Yes, The Burberry Trench Coat Is Still The GOAT Of Outerwear
Burberry’s new campaign channels London’s electric energy to showcase the the brand’s iconic trench coat. Rooted in heritage, this OG design has now been reimagined with two fresh styles - ready to upgrade your outerwear game?
By Carlos Keng,
London is the kind of city that doesn’t just exist; it moves, hums, buzzes. It’s in the blur of red buses, the glow of wet pavements, the skyline you know from postcards but somehow looks different when you’re actually there. Burberry’s new campaign for its new Fall Winter 2025 pre-collection, Back to the City, leans right into that rumbly energy; it’s basically a love letter to London on the move, shot from the top deck of an open bus as it loops past icons of the city like National Gallery, the London Eye, and Trafalgar Square.
Checks are always a Burberry staple.
‘Think of it as a guided tour of this incredible city,’ says the brand’s chief creative officer, Daniel Lee. ‘A celebration of its famous skyline, the beautiful buildings and the Londoners who choose to call it home.’ Translation? London, but make it Burberry.
London’s TikTok-famous Bus Aunty (on left) makes a star turn in the campaign.
The cast is a mix of the cool and the hyper online: models Nora Attal, Ruben Bilan-Carroll and Libby Bennett share screen time with TikTok’s very own Bus Aunty (yes, the woman who made striking a pose with a double-decker into content gold), as well as musician Jimothy Lacoste, who made the soundtrack for the film. It’s cinematic, but grounded: a city breathing through its people.
Made for city living.
At the heart of it all: the trench coat. Because honestly, what’s more British than that? Thomas Burberry invented gabardine back in 1879: a breathable, water-resistant cotton that was actually comfortable to wear, unlike the heavy, suffocating oil, rubber, and wax coats of the period. When World War I rolled around, Burberry took that fabric and designed the trench coat specifically for military use, adding considerate details like epaulettes (for which to display an officer’s rank), and metal D-rings to attach equipment.
A trench coat gives instant clean girl vibes.
Since then the trench coat has been through wars, films (think Humphrey Bogart in Casablanca, or Audrey Hepburn in Breakfast At Tiffany’s), and a hundred fashion cycles without ever losing relevance. Till today, the brand’s trench coats are made in Castleford, Yorkshire (and have been so for over 50 years), cut from the same gabardine Thomas Burberry created.
The Burberry Fitzrovia trench coat
This season, Burberry’s trenchcoat universe sees two new silhouettes take the stage: Fitzrovia and Ellingham. The double-breasted Fitzrovia (pictured above) is the one you want if you’re after a more militaristic vibe: see the prominent epaulettes at the shoulder. The Fitzrovia’s cut in a relaxed A-line shape—fuller at the skirt, wider at the sleeves—for a trench that moves as freely as you do, while raglan construction means the shoulder line is softer.
The Burberry Ellingham trench coat
As for the Ellingham? That’s the understated one; the single-breasted design is more slim-fitting than the Fitzrovia, and it does away with the epaulettes of the former for a more minimal silhouette — the trench for people who love clean lines and zero fuss. Both styles keep the DNA that matters: a B buckle belt, side button welt pockets, belted cuffs, the signature Burberry Check lining and undercollar, and yes—a handy garment bag to keep it looking pristine.
Whichever you choose, you’re getting a hardworking piece of outerwear that slips effortlessly over everything from a girly dress to a T-shirt and jeans combo, adds a smart edge to your outfit and actually protects you from the elements - how’s that for an investment piece?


(WHAT IS NEEDED): Needed from the entries below: every line that holds the word "south".

(EXTRACTED ENTRIES):
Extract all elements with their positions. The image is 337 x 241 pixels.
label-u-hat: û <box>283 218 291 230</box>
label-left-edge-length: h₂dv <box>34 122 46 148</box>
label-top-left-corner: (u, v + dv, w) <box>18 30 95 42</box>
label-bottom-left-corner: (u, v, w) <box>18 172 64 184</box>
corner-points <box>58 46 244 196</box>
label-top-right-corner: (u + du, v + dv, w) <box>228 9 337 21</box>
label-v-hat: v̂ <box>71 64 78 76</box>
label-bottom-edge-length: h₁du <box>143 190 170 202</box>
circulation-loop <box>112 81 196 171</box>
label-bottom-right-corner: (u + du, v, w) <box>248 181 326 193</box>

* * *

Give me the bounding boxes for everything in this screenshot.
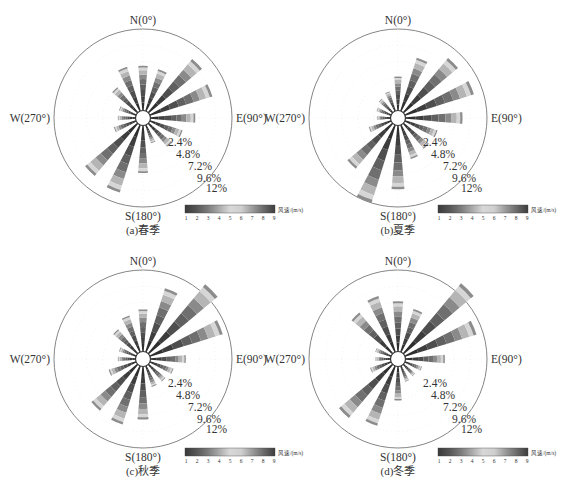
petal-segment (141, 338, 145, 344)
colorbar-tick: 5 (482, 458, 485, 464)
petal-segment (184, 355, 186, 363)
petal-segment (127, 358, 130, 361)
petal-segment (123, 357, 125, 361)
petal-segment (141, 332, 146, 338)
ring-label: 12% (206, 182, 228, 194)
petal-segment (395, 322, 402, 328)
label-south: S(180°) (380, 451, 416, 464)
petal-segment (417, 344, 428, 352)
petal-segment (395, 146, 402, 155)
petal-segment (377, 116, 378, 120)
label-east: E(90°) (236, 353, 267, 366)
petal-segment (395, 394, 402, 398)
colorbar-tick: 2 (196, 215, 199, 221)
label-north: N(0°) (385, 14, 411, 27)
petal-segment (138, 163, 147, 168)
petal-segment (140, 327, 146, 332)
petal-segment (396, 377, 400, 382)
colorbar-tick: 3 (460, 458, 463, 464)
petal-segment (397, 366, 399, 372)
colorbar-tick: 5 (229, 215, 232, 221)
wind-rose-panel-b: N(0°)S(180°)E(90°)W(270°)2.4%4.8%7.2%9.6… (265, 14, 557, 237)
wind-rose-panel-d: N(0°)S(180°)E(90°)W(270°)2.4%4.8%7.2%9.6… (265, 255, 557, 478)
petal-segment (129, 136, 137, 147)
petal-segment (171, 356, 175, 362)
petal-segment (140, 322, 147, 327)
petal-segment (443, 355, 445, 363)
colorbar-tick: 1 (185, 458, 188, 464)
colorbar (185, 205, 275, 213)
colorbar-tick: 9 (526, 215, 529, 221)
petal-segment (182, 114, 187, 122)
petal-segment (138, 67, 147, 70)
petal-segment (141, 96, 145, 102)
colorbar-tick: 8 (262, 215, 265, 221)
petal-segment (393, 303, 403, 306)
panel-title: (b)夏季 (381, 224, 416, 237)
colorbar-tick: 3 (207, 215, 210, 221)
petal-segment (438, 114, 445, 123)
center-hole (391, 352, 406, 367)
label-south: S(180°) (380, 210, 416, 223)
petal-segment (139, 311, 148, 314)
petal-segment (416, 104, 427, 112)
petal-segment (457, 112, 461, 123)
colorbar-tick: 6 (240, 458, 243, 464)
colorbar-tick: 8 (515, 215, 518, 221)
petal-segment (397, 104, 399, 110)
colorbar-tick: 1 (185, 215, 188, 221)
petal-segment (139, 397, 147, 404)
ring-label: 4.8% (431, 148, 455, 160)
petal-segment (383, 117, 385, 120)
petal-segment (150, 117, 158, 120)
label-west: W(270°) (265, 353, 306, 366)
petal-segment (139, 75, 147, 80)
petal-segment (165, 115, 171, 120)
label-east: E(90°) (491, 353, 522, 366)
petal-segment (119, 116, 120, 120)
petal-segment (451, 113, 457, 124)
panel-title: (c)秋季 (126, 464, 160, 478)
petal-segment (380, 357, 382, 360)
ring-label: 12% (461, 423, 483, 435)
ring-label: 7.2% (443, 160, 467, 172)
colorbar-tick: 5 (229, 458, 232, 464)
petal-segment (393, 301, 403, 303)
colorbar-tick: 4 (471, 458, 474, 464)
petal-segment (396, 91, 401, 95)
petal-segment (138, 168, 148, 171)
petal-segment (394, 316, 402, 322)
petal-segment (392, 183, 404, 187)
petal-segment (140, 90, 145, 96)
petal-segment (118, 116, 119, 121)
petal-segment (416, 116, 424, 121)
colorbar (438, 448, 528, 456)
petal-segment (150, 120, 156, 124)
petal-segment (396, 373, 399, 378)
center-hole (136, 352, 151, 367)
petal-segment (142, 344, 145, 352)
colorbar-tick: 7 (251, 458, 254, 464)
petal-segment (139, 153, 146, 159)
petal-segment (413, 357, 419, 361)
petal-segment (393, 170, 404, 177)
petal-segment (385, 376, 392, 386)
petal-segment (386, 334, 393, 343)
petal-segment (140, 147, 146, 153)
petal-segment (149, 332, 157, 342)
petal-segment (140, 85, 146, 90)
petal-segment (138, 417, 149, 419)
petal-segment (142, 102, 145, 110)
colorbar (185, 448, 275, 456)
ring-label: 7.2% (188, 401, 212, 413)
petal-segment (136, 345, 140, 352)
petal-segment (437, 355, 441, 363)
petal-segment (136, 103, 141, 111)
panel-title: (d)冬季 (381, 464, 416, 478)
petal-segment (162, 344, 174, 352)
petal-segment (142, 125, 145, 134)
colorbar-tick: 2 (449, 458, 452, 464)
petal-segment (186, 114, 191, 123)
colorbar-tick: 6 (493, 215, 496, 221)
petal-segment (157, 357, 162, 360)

(SOLUTION TO THE EXERCISE):
label-south: S(180°) (380, 451, 416, 464)
label-south: S(180°) (380, 210, 416, 223)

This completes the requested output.